Alec shrugged, striding across the hall as if he owned the place, which Magnus supposed he sort of did. “I expect everyone’s off gathering gear and weapons. We should just go find my mother.”
“How do you propose to find her?” Magnus said.
“Ah,” said Alec, “the Institute has a very old magic woven into its walls. I shall now use it to commune with my mother, wherever she might be found.” He put his hands around his mouth and bellowed at the top of his lungs. “MOOOOOOOOOOM!”
Alec’s voice reverberated impressively against the stone walls. Max giggled and yelled, “Maaaaaaaaaaaaaaaaaaa!” alongside Alec. The sound faded away and Magnus waited.
“Well?” he said, and Alec held up a finger. After a moment, there was a flare, and a fire-message appeared in front of him. He plucked it from the air and opened it, giving Magnus a superior look. “ ‘She’s in the library,’ ” he read.
A second fire-message appeared, in the same spot as the first. Alec opened it. “ ‘Did you know you can send fire-messages within the Institute?’ ” he read. “ ‘I just found out.’ ” He looked at Magnus in bewilderment. “Of course I knew that.”
“To the library, then?” said Magnus.
A third fire-message appeared. Max lunged to try to grab it, but it was too far above his head. Magnus grabbed that one and read, “ ‘I love fire-messages, have a great day, your friend, Simon Lovelace, Shadowhunter.’ Can we go?”

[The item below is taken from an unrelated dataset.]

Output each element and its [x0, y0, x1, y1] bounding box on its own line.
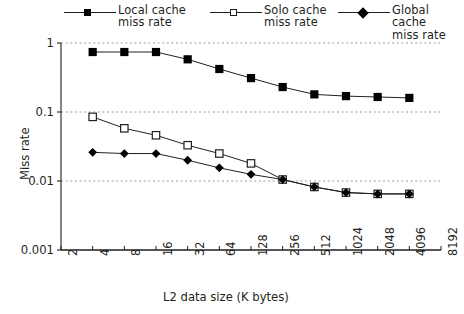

They heard a fourth one burst behind them as they left by the hall door, but neither of them looked back at it.
* * *
“I PROMISE YOU,” SAID MARYSE, “I can completely handle Max for a few days.”
Alec’s mother was standing in the center of the library, near the desk where their old tutor had once sat. She was tall in the same way Isabelle was tall, unapologetically taking up space in the world, standing so straight she seemed even taller than she was. She folded her arms as though daring Alec and Magnus to disagree.
“Mom,” Alec said, rubbing the back of his neck, “I just don’t want you to have to deal with any… emergencies. He’s a warlock.”
“You’re kidding,” said Maryse. “I thought he had a terrible accident with a fountain pen.”
Max lay on his stomach on the rug between them, doodling with Maryse’s stele on an old, beaten-up shield she had found in the cellar the last time Max was over. The stele left sparking bright lines across the steel surface that faded slowly to black. Max was extremely into it.
“You know, you’ve gotten sassier recently,” said Magnus, eyes twinkling. He had opened the satchel and was unloading toys and books onto Maryse’s desk. She didn’t seem to mind.
“I’m just saying,” Alec pressed on, “he was floating on the ceiling this morning. He doesn’t really have any control yet over the magical stuff he does.”